A review by jthornenj
God's Word Alone---The Authority of Scripture: What the Reformers Taught...and Why It Still Matters by Matthew Barrett

4.0

If you've ever wondered how the Bible is sufficient, and why it's undoubtedly God's written word, this is the book for you.

In the first three chapters, Barrett sets out the history of Sola Scriptura with the reformation, and the obstacles it's come across since.

In the second section, Barrett describes how through God's Word he gave covenants and how the trinity sets out the Word of God, as can be viewed in the written Word. Then he goes into creation and the fall, and ends this section with how Christ is the Word made flesh.

In the final section, he lays out how Scripture is inspired, inerrant, and clear and talks about it's sufficiency even today.

Throughout, he relays this information in response to schools of thought that have effected our view of Scripture, such as postmodernism. Overall, I thought this was incredibly well done, with many amazing references. Barrett wasn't afraid to call out, with references, theologians and scholars he felt were wrong in his footnotes.

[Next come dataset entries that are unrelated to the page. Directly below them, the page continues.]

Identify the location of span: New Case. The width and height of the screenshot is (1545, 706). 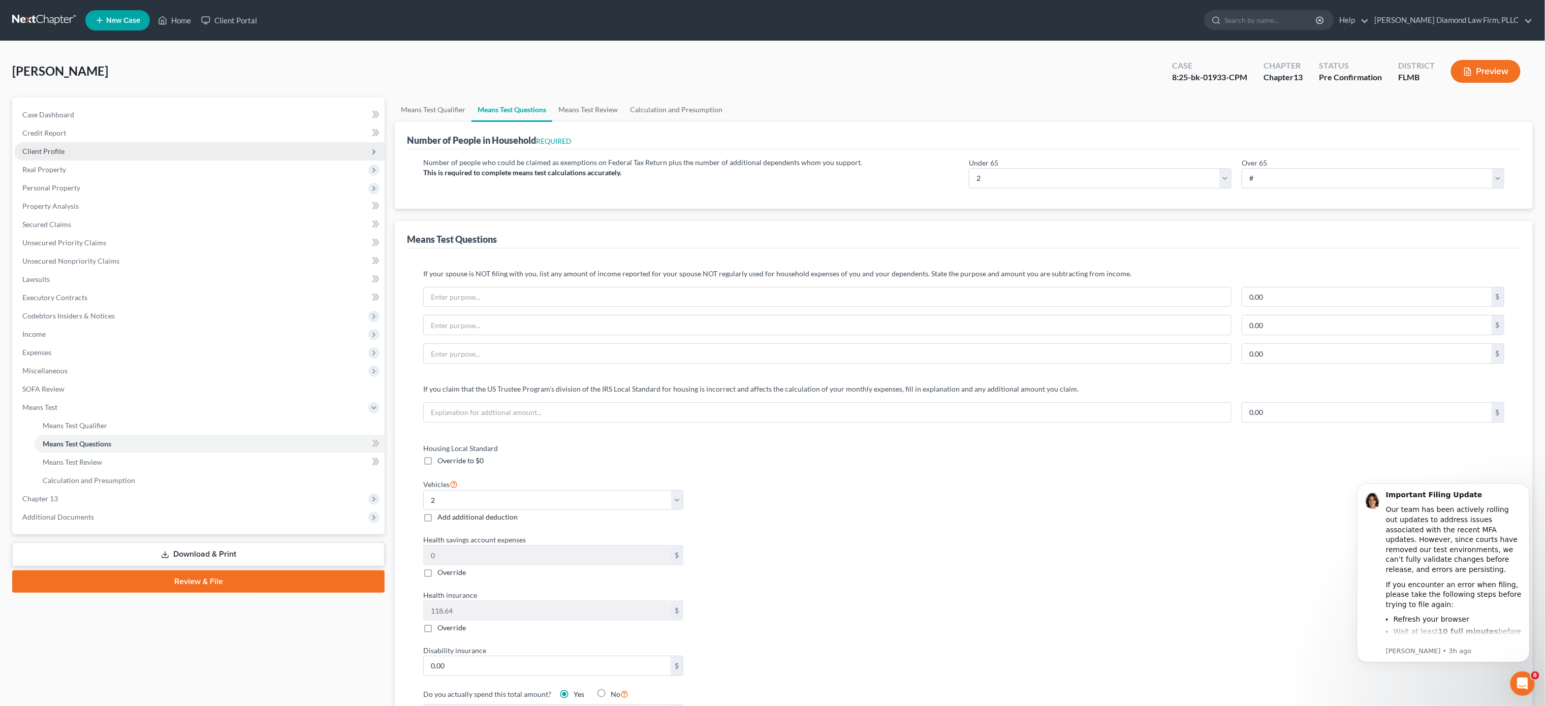
(123, 20).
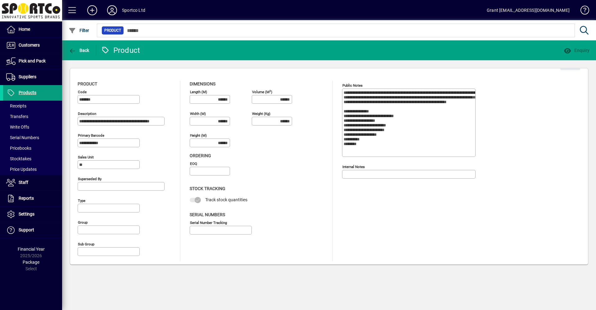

However, at times it felt as though, if you weren't following the train of thought correctly, that he was stating the only reason thinking differently then him was wrong was because "this is what the reformers taught". Most times, it was easy to pull together the whole thought, and put scripture evidence behind it that he laid elsewhere, but especially near the end, it became harder, and felt as though we needed to think this simply because someone else did, without explaining why that's the correct way.

I get that this is a book with the subtitle "what the reformers taught . . . And why it matters", but it's also important to constantly put out "why it's correct", to allow for better dialogue should one disagree.

I'd highly recommend though, just know it is heavy, and took me quite a while to get through, but that may be because this is a topic that highly interests me. I am looking forward to picking up Faith Alone by Schriener in the near future. 9/10.